20th Century Music | History Detectives | PBS

Feature 20th Century Music

Learn more about America's musical history.

20th Century Music

For many, the 20th century was seen as "America's century." It was a century in which the United States' influence would be felt around the globe. Nowhere is this more true than in the world of music. From jazz to rock, America was the birthplace to some of the most influential music the world had seen-aided, of course, by the popularity of new technologies such as phonographs, and radios. There was one other very successful distributor of American tunes: the American GI, who brought his music with him wherever he went.

The most important influence on 20th century music? African Americans and the musical culture they brought to this country – developed within the bonds of slavery.
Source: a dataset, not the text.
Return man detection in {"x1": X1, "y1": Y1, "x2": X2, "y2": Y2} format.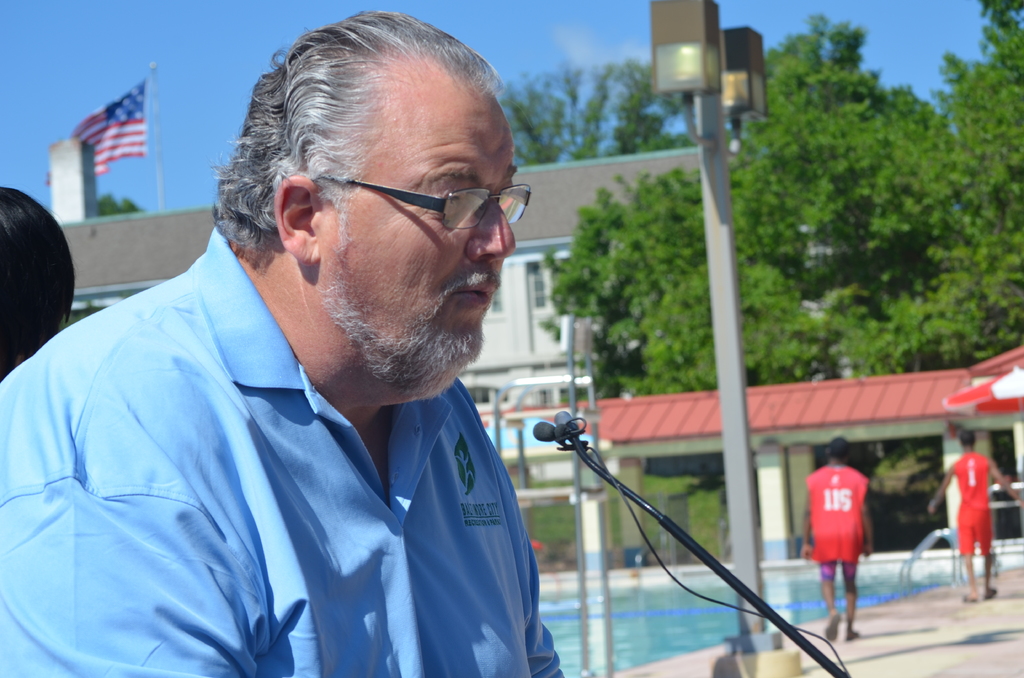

Even before the 20th century began, blues music was evolving across the country out of the traditional African slave spirituals, work calls and chants. Of all the developing genres, the blues would be the most far-reaching, with its influence felt in everything from jazz to rock, country music to rhythm and blues, and classical music.

That said, jazz's influence on the world music scene would be nothing short of transformational. Jazz saw its early development in the African American communities all throughout the South – with rhythms reflecting the diversity of cultural influences from West Africa to the West Indies, from ragtime to the blues.

With similar roots to blues (and blues as one of its roots), jazz also took from another American art form – ragtime – to create its unique syncopated sound. Its early detractors were many, from Henry Ford to Thomas Edison, but racism was often the reason for cries of "it's immoral." Yet the insistent, danceable, heartfelt sounds quickly spread American culture to the far corners of the globe.

Its ever-mutating style turned itself into swing music, soul and cool jazz. Jazz's knock-on effect was further seen in rock and roll's development in the United States in the 1950s. Artists from Elvis Presley to Chuck Berry created their rock and roll using the musical influences of boogie-woogie and blues, along with jazz. Rock's popularity quickly spread around the world, with groups such as the Beatles and the Rolling Stones often crediting early 20th century American music such as blues for their inspiration.

Soul music, which grew up alongside rock and roll, also developed out of African American gospel, and rhythm and blues traditions. As the century wore on, rhythm and blues boy bands such as New Edition (which could have stayed merely a bubblegum pop band of black youth created for a mainly white audience) took control of their music and helped create the new jack swing movement. A fusion of hip hop and R & B, new jack swing helped laid the groundwork for the next two decades of popular music.

The end of the century saw the birth of hip-hop music and culture. In the mid-1970s in the Bronx, New York DJs began isolating percussion rhythms from songs and talking over and between the songs.

Rap music, with its semi-autobiographical lyrics and deep rhythms were just one more evolution in the blues tradition that had started at the beginning of the century, and one further, enormous transformation in the world of music created and nurtured in the African American community.